Senators debated a negotiated pharmacy benefit manager (PBM) reform package (Senate substitutes for bills 9-84 and 9-68). Sponsors said it increases transparency and limits arbitrary audits that have been harming independent pharmacies. Several floor amendments were voted on: an amendment to extend a negotiated rate floor to all pharmacies failed, while a carve-out clarifying state enforcement for self-funded plans was adopted; other amendments addressing maternal health and dispensing protections were also adopted.

The Missouri Senate spent substantial floor time on a multi-part PBM reform package built from Senate substitutes for Senate bills 9 84 and 9 68, with the sponsor, the senator from Newton, calling the measure a "landmark piece of legislation" aimed at bringing more transparency, stronger audit protections and better oversight of pharmacy benefit managers (PBMs).

The sponsor told colleagues the substitute includes auditing guardrails — a 14-day audit notice requirement, limits on retroactive audits and restrictions intended to prevent arbitrary clawbacks — and a transparency section that mirrors federal requirements scheduled to take effect in 2028. "So basically, audits right now can happen arbitrarily, and this puts guardrails on those audits," the senator from Newton said on the floor, describing negotiated language intended to protect smaller independent pharmacies.

Floor amendments generated the most debate.

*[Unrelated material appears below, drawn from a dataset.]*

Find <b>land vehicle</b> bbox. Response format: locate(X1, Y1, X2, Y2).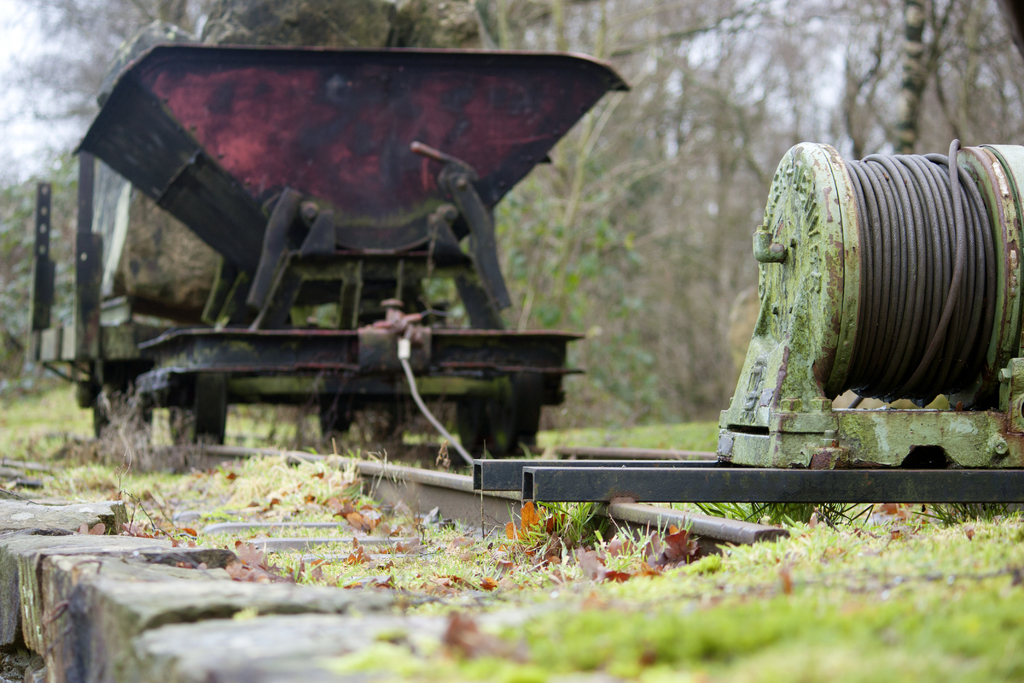
locate(105, 46, 650, 471).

Senate Amendment 1 (offered by the senator from Celine) would have expanded a negotiated rate floor to apply to all pharmacies rather than only the smaller and critical-access pharmacies the deal targets. Opponents said widening the floor could shift substantial costs and produce winners and losers; proponents argued it ensures fairness across the state. The amendment failed on a recorded voice vote.

Senate Amendment 2 (offered by the senator from Jefferson) clarified that state agencies would not be required to enforce certain sections of the substitute against self-funded employer plans — an effort described by the sponsor as reducing litigation risk — and that amendment was adopted.

Other adopted changes included an amendment to require coverage of home blood-pressure monitoring devices for pregnant and postpartum people and to ensure an annual supply of contraception under applicable plans. Supporters said those health-related changes expand practical access to care; the sponsor argued the package as a whole had been negotiated with labor unions, pharmacies and insurers and represented progress after years of meetings.

Several senators remained concerned about scope and consumer impact. Lawmakers pressed the sponsor about whether the language would unintentionally favor large retail chains or increase costs for some consumers; the sponsor and backers said the negotiated compromise prioritizes small independents that they said lack negotiating leverage with vertically integrated PBMs.

After extensive floor debate and votes on multiple amendments, the sponsor laid the substitute over to the informal calendar for further consideration later in the session.